— Ch. 1 · Origins And Development History —
Lunokhod programme.
~5 min read · Ch. 1 of 7
In mid-1968, engineers built a one-hectare test facility near Simferopol in Crimea. This site covered 120 meters by 70 meters and contained more than 3,000 cubic meters of soil. The ground included 54 craters up to 16 meters wide and around 160 rocks of various sizes. Workers surrounded the entire area with gray and black painted bricks. They called this place a lunodrom or Moondrome. It served as a training ground for testing Lunokhod chassis designs. Cosmonauts practiced controlling the rovers there before any mission launched. The facility supported all Soviet lunar programs alongside the Evpatoria Deep Space Tracking Facility. At least four complete vehicles were constructed with serial numbers 201, 203, 204, and 205. The original goal was to support human expeditions on the Moon. Weeks before a crewed flight, an uncrewed lander would send two automated rovers ahead. These machines acted as radio beacons for precision landings. They also provided visual evaluations of potential landing sites.
Engineering Design And Technology
Georgy Babakin led the design team at the Lavochkin design bureau. Alexander Kemurdzhian designed the metal chassis itself. Each rover stood about 1.3 meters high and weighed roughly 756 kilograms. The vehicle measured approximately 2.3 meters long and 1.6 meters wide. Eight wheels each had independent suspension, motors, and brakes. Electric motors sat inside pressurized containers within every wheel hub. A special fluoride-based lubricant allowed mechanical parts to function in a vacuum. Solar panels charged batteries during the lunar day while a polonium-210 heater kept components warm during nights. The lid covered the instrument bay and opened to expose the GaAs solar array. Controllers used television cameras and panoramic telephotometers to navigate. A cone-shaped antenna and helical antenna handled communications with Earth. The rover moved at speeds of approximately 2 kilometers per hour.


**Exercise brief**
An exact copy of the entries below is needed, with every picture left out.

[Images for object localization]
########################################

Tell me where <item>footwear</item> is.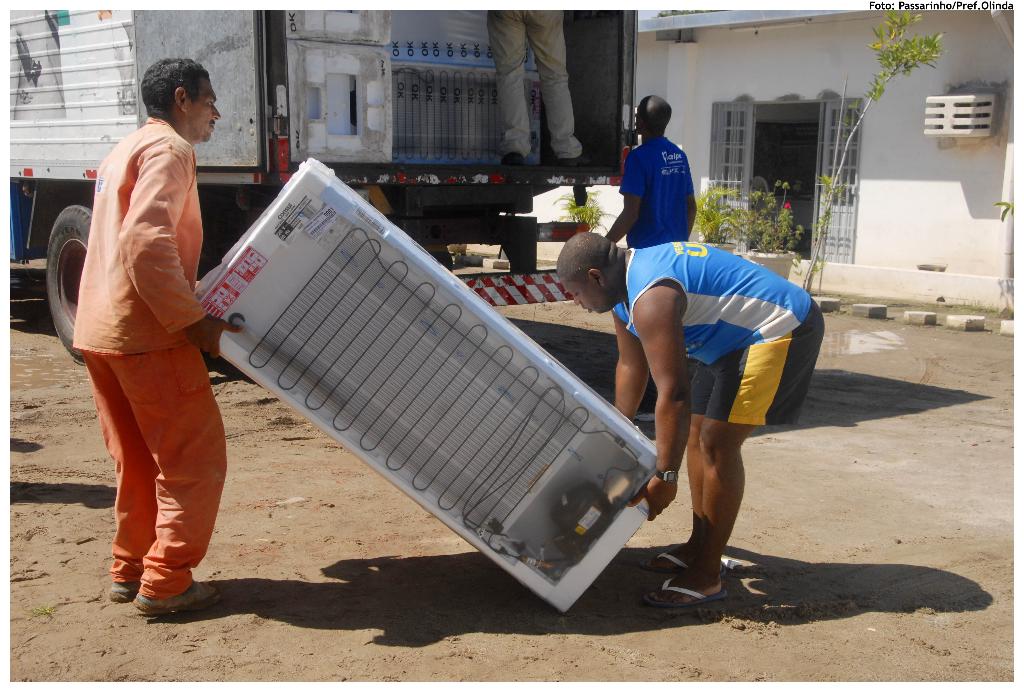
<item>footwear</item> is at left=634, top=572, right=730, bottom=606.
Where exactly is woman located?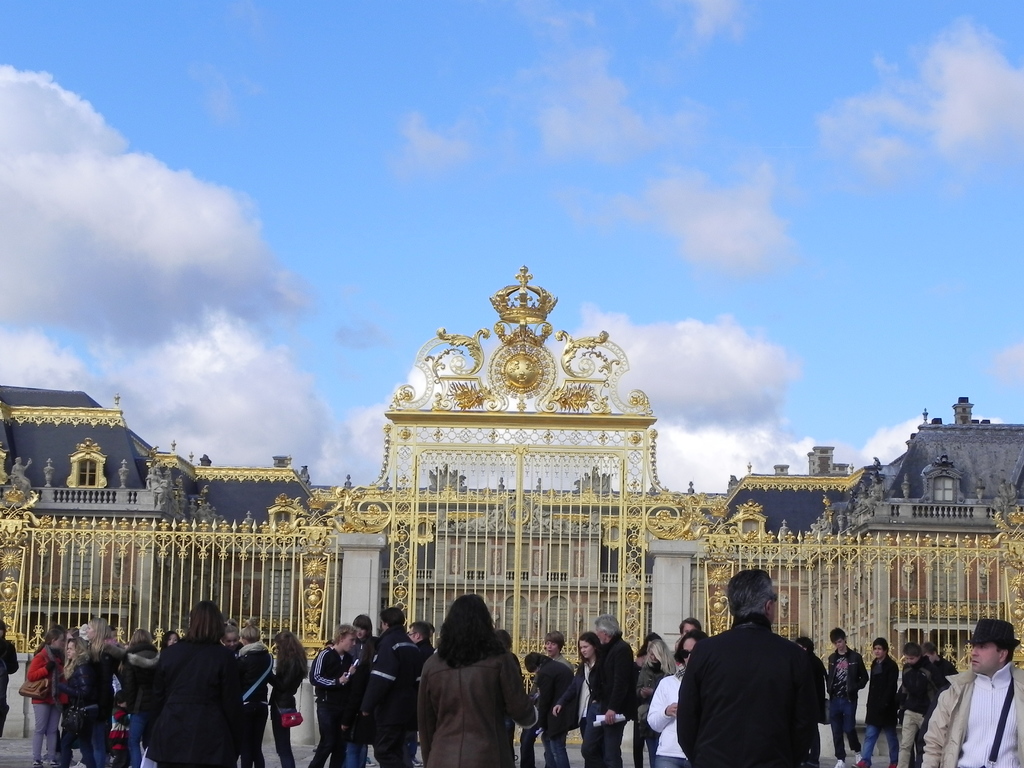
Its bounding box is locate(646, 635, 701, 767).
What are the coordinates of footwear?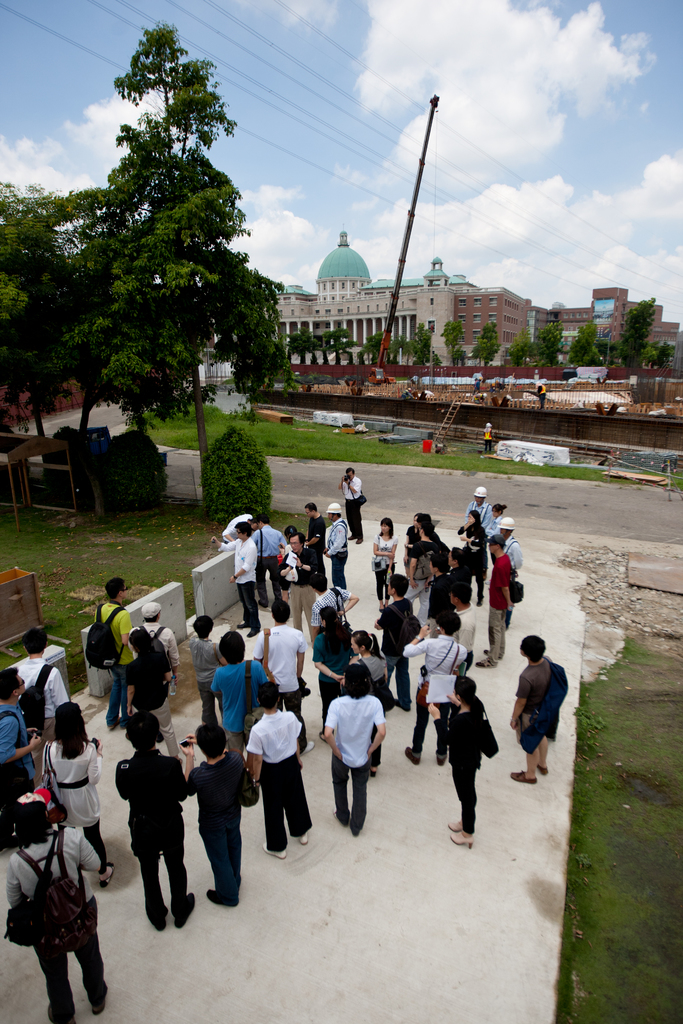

########################################

**Written answer**
Tell me where <item>footwear</item> is.
<item>footwear</item> is at left=634, top=572, right=730, bottom=606.
Where exactly is woman located?
Its bounding box is locate(646, 635, 701, 767).
What are the coordinates of footwear?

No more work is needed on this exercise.